*Sigh* I wish I had the time and energy to get something up today. I don't. I started a new job two weeks ago and I am still adjusting my rhythm, energy levels, and time to my new situation. It's going to be absolutely fine, but I am now juggling four jobs along with this blog, my personal religious practice, and my personal life. Lots of people do this--not a big deal--but today I am just out of energy and inspiration. Would you please take this beautiful example of ancient Hellenic music as my offering for the day? I'll do better tomorrow.
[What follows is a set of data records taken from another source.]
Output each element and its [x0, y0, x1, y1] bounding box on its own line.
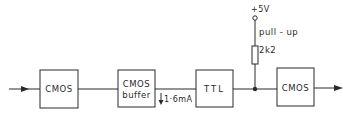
cmos-buffer-label-line2: buffer: [118, 91, 155, 100]
ttl-block-label: TTL: [196, 85, 233, 94]
pullup-label: pull - up: [259, 28, 298, 37]
cmos-buffer-label-line1: CMOS: [118, 80, 155, 89]
current-arrow-icon: [159, 100, 164, 105]
input-arrow-icon: [21, 86, 29, 92]
resistor-symbol: [252, 46, 258, 64]
current-annotation: 1·6mA: [164, 96, 193, 104]
resistor-value-label: 2k2: [259, 46, 276, 55]
cmos-block-1-label: CMOS: [40, 85, 78, 94]
junction-dot: [253, 87, 257, 91]
supply-label: +5V: [251, 6, 270, 14]
output-arrow-icon: [334, 85, 343, 91]
cmos-block-2-label: CMOS: [277, 84, 314, 93]
supply-terminal-icon: [253, 16, 257, 20]
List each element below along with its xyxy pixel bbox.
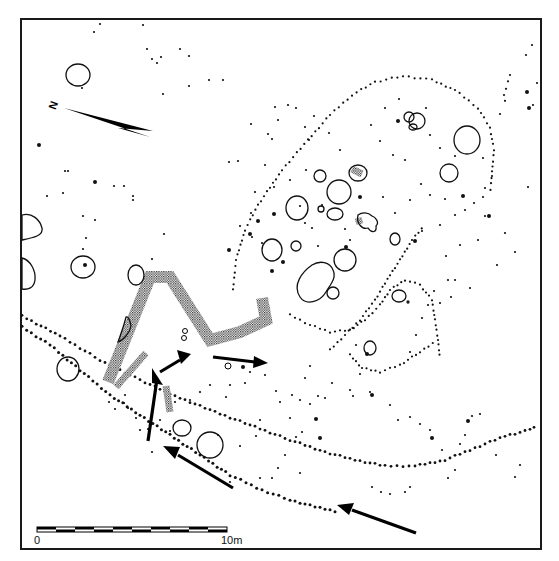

This song is one of the earliest examples yet found of a complete musical composition from the ancient world. Although other songs have been found that pre-date 'The Song of Seikilos' by many centuries, they only survive in fragments.  It is a Hellenistic Ionic song in what is known as the 'Phrygian octave species'--2 ¼ ¼ 2 1 ¼ ¼ for those of you into music. The melody and the lyrics were found engraved on a tombstone, near Aidin, Turkey. The find has been dated variously from around 200 BC to around 100 AD, but the first century AD is the most probable guess.

http://upload.wikimedia.org/wikipedia/en/2/2b/Epitaph_of_Seikilos%2C_lyrics_and_approximate_modern_musical_score.png

The Seikilos epitaph melody, when translated to modern musical connotation, would look something like the above. The following is the Greek text (in the later polytonic script), along with a transliteration of the words which are sung to the melody, and a somewhat free English translation thereof:
 
Ὅσον ζῇς φαίνου
μηδὲν ὅλως σὺ λυποῦ
πρὸς ὀλίγον ἐστὶ τὸ ζῆν
τὸ τέλος ὁ xρόνος ἀπαιτεῖ.
 
Hoson zēs phainou
mēden holōs sy lypou
pros oligon esti to zēn
to telos ho chronos apaitei.
 
While you live, shine
have no grief at all
life exists only for a short while
and time demands its toll.
 
Also on the tombstone is an indication that states in Greek: 'Εἰκὼν ἡ λίθος εἰμί.Τίθησί με Σείκιλος ἔνθα μνήμης ἀθανάτου σῆμα πολυχρόνιον'. It roughly translates to: 'I am a tombstone, an image. Seikilos placed me here as an everlasting sign of deathless remembrance'. For something that still exists two thousand years later, that statement proved very true.